Zhenghui Guo, Yuanbin Man, Junyuan Sheng, Bowen Lin, Ahmed Ahmed, Bo Jiang, Boyuan Zhang, Miao Yin, Sian Jin, Omprakash Gnawal, Chengming Zhang

TL;DR

Event-VStream reframes long-stream video understanding as an event-centric problem, detecting meaningful state transitions by fusing motion, semantic drift, and predictive cues to form compact event tokens stored in a persistent memory. By updating memory only at semantic boundaries and decoding text solely at those moments, it avoids frame-level redundancy and preserves long-horizon context with real-time latency. The approach yields strong open-world streaming performance (OVOBench-Realtime) and long-horizon stability (Ego4D), approaching the performance of specialized backbones while using a general-purpose LLM backbone, and maintains sub-0.1 s/token throughput over multi-hour streams. These results suggest significant gains in efficiency and coherence for real-time multimodal systems, with potential extensions to audio-visual and multi-scale temporal reasoning.

Abstract

Real-time understanding of long video streams remains challenging for multimodal large language models (VLMs) due to redundant frame processing and rapid forgetting of past context. Existing streaming systems rely on fixed-interval decoding or cache pruning, which either produce repetitive outputs or discard crucial temporal information. We introduce Event-VStream, an event-aware framework that represents continuous video as a sequence of discrete, semantically coherent events. Our system detects meaningful state transitions by integrating motion, semantic, and predictive cues, and triggers language generation only at those boundaries. Each event embedding is consolidated into a persistent memory bank, enabling long-horizon reasoning while maintaining low latency. Across OVOBench-Realtime, and long-form Ego4D evaluations, Event-VStream achieves competitive performance. It improves over a VideoLLM-Online-8B baseline by +10.4 points on OVOBench-Realtime, achieves performance close to Flash-VStream-7B despite using only a general-purpose LLaMA-3-8B text backbone, and maintains around 70% GPT-5 win rate on 2-hour Ego4D streams.

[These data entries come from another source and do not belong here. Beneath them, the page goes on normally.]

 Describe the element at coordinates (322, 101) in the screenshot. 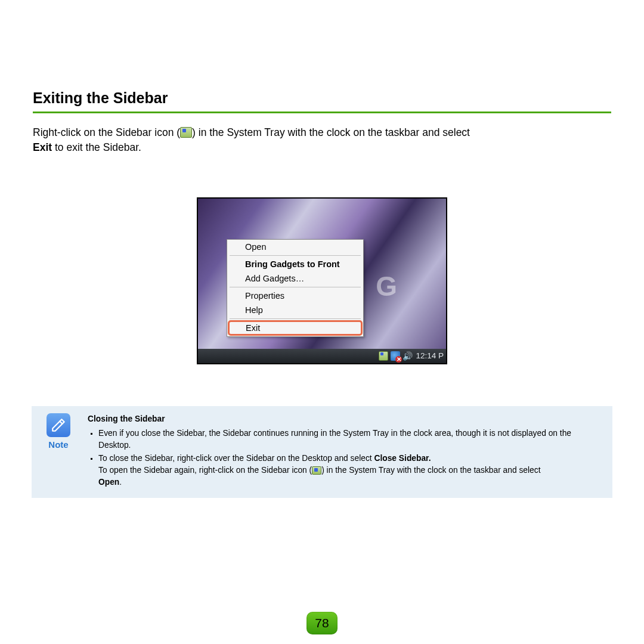

I see `page-heading: Exiting the Sidebar` at that location.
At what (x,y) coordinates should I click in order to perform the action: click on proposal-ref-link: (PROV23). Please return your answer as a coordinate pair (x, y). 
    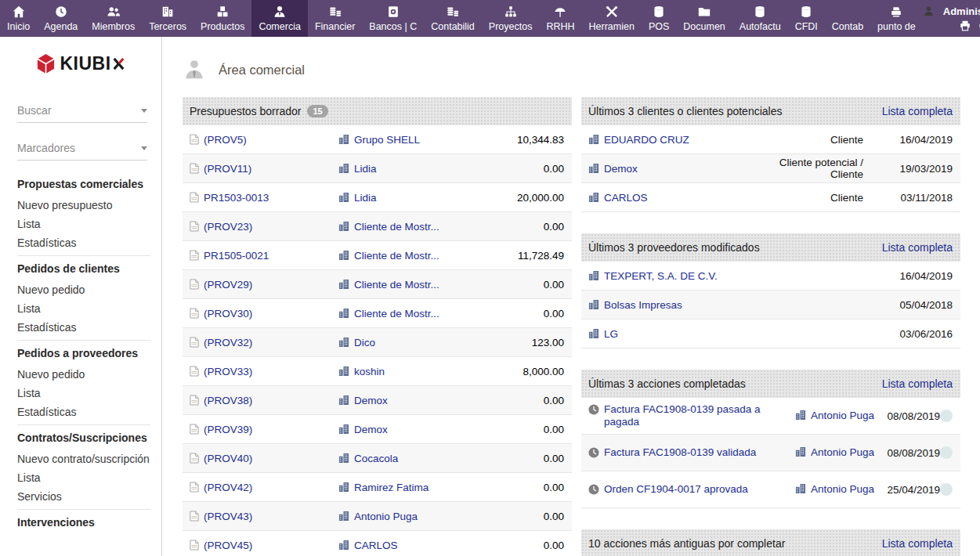
    Looking at the image, I should click on (228, 227).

Event-VStream: Event-Driven Real-Time Understanding for Long Video Streams

TL;DR

Event-VStream reframes long-stream video understanding as an event-centric problem, detecting meaningful state transitions by fusing motion, semantic drift, and predictive cues to form compact event tokens stored in a persistent memory. By updating memory only at semantic boundaries and decoding text solely at those moments, it avoids frame-level redundancy and preserves long-horizon context with real-time latency. The approach yields strong open-world streaming performance (OVOBench-Realtime) and long-horizon stability (Ego4D), approaching the performance of specialized backbones while using a general-purpose LLM backbone, and maintains sub-0.1 s/token throughput over multi-hour streams. These results suggest significant gains in efficiency and coherence for real-time multimodal systems, with potential extensions to audio-visual and multi-scale temporal reasoning.

Abstract

Real-time understanding of long video streams remains challenging for multimodal large language models (VLMs) due to redundant frame processing and rapid forgetting of past context. Existing streaming systems rely on fixed-interval decoding or cache pruning, which either produce repetitive outputs or discard crucial temporal information. We introduce Event-VStream, an event-aware framework that represents continuous video as a sequence of discrete, semantically coherent events. Our system detects meaningful state transitions by integrating motion, semantic, and predictive cues, and triggers language generation only at those boundaries. Each event embedding is consolidated into a persistent memory bank, enabling long-horizon reasoning while maintaining low latency. Across OVOBench-Realtime, and long-form Ego4D evaluations, Event-VStream achieves competitive performance. It improves over a VideoLLM-Online-8B baseline by +10.4 points on OVOBench-Realtime, achieves performance close to Flash-VStream-7B despite using only a general-purpose LLaMA-3-8B text backbone, and maintains around 70% GPT-5 win rate on 2-hour Ego4D streams.
Paper Structure (31 sections, 7 equations, 8 figures, 2 tables, 1 algorithm)

This paper contains 31 sections, 7 equations, 8 figures, 2 tables, 1 algorithm.

Figures (8)

  • Figure 1: Comparison between timewise-uniform processing and our event-centric grouping. Previous streaming models treat every frame equally over time, leading to redundant computation and temporally fragmented context. In contrast, our method dynamically clusters frames into semantically coherent events (A–C), processing and updating memory only when meaningful visual changes occur.
  • Figure 2: Overview of the proposed Event-VStream. Our system dynamically groups continuous video frames into semantically coherent events. Each event embedding is compressed and stored in a persistent memory bankzhang2024flashvstreamxiong2025streamchat, enabling efficient long-horizon reasoning and online question answering under streaming conditions. The model integrates motion-based and semantic cues for event aggregation, retrieves relevant event memories, and performs event-driven decoding to maintain temporal coherence.
  • Figure 3: (a) Visual embeddings form block structures, revealing event-level recurrence rather than smooth temporal evolution. (b) Temporal redundancy decays nonlinearly with time, reinforcing the need for Event-VStream compression rather than naïve pooling.
  • Figure 4: (Top) Motion–semantic correlation curve. (Bottom) Local motion–semantic transition: motion spikes (a) precede semantic drift (c) by $\sim$2s. Motion spikes precede semantic drift by approximately 2s, suggesting that motion can serve as an early cue for event boundaries.
  • Figure 5: Frame-wise motion intensity vs. semantic similarity. Motion spikes often precede drops in cosine similarity, indicating that combining motion signals with semantic cues yields more accurate event boundaries.